This is how it smells when you're poor.
Musk. Dust. Dried sweat. Wood smoke. Tobacco smoke. Bad breath. Body lotion. Spanish rice. Cooking oil.
The last two odors rise from supper just cooked in the kitchen of the Merced Rescue Mission. All the other smells rise off the bodies of the 11 men spending the night on wooden bunk beds in two rooms on the second floor one Sunday night.
Men who stay here are at or near the end of the line. Ronny, on a bottom bunk, just got out of the slammer at Susanville for possession and sale. "I used my gate money to buy a package of crystal," he says, "and my parole officer didn't like that much. So here I am." He's been at the shelter two weeks and hopes to soon achieve "disciple" status, which means he'll live there for a full year, trying to straighten out. "This place ain't nothin' like the joint," he allows. "Nothin'."

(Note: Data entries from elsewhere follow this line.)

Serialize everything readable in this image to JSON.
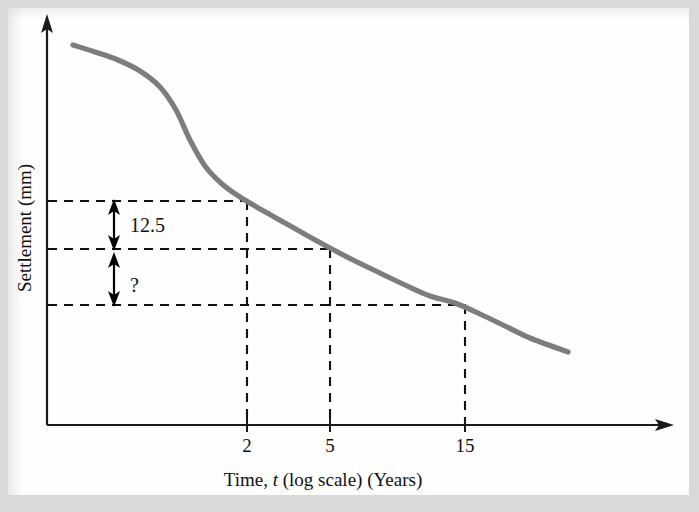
{
  "figure": {
    "background_color": "#d9d9d9",
    "plate_color": "#fefefe"
  },
  "chart_data": {
    "type": "line",
    "title": "",
    "subtitle": "",
    "xlabel_parts": {
      "before_italic": "Time, ",
      "italic": "t",
      "after_italic": " (log scale) (Years)"
    },
    "xlabel": "Time, t (log scale) (Years)",
    "ylabel": "Settlement (mm)",
    "x_scale": "log",
    "grid": false,
    "legend": null,
    "axis_style": {
      "x_axis_arrow": true,
      "y_axis_arrow": true,
      "curve_color": "#7d7d7d"
    },
    "xticks": [
      {
        "label": "2",
        "px": 247
      },
      {
        "label": "5",
        "px": 330
      },
      {
        "label": "15",
        "px": 465
      }
    ],
    "yticks": [],
    "series": [
      {
        "name": "settlement-curve",
        "color": "#7d7d7d",
        "points_px": [
          [
            73,
            45
          ],
          [
            95,
            52
          ],
          [
            118,
            60
          ],
          [
            140,
            71
          ],
          [
            160,
            87
          ],
          [
            176,
            110
          ],
          [
            190,
            140
          ],
          [
            205,
            166
          ],
          [
            222,
            184
          ],
          [
            240,
            197
          ],
          [
            262,
            210
          ],
          [
            285,
            223
          ],
          [
            308,
            236
          ],
          [
            330,
            248
          ],
          [
            355,
            261
          ],
          [
            380,
            273
          ],
          [
            405,
            285
          ],
          [
            430,
            296
          ],
          [
            455,
            303
          ],
          [
            480,
            314
          ],
          [
            505,
            326
          ],
          [
            530,
            338
          ],
          [
            568,
            352
          ]
        ]
      }
    ],
    "guide_lines": {
      "horizontal_px_y": [
        201,
        249,
        305
      ],
      "vertical_px_x": [
        247,
        330,
        465
      ],
      "style": "dashed"
    },
    "annotations": [
      {
        "id": "dim-125",
        "label": "12.5",
        "type": "double-headed-dimension-arrow",
        "from_px": [
          114,
          201
        ],
        "to_px": [
          114,
          249
        ],
        "label_px": [
          130,
          232
        ],
        "meaning": "settlement increment between t=2 and t=5"
      },
      {
        "id": "dim-unknown",
        "label": "?",
        "type": "double-headed-dimension-arrow",
        "from_px": [
          114,
          249
        ],
        "to_px": [
          114,
          305
        ],
        "label_px": [
          130,
          290
        ],
        "meaning": "unknown settlement increment between t=5 and t=15"
      }
    ],
    "axes_px": {
      "origin": [
        47,
        425
      ],
      "x_axis_end": [
        672,
        425
      ],
      "y_axis_top": [
        47,
        16
      ]
    }
  }
}
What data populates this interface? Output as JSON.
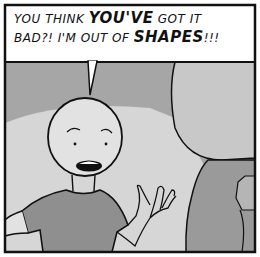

Gino, who after chow scored an olive-green trench coat from the shelter's clothing window, is trying to kick booze and grass by attending four meetings a week. Now in his early 20s, he was evicted from the house he was sharing with three other guys when nobody paid the rent. "Just 'cause I ain't from Texas don't mean I can't be a 'Boys fan," the lifelong Merced resident declares. He sleeps with the trench coat over his No. 84 Dallas Cowboys "Galloway" jersey.
Before lights out at 10, they both rub some of the shelter's free lotion on their skin -- Ronny on the Asian symbol tats on his chest and back; Gino on his withered right foot. Eight other men next door -- black, white, brown and yellow -- have been asleep for two or three hours.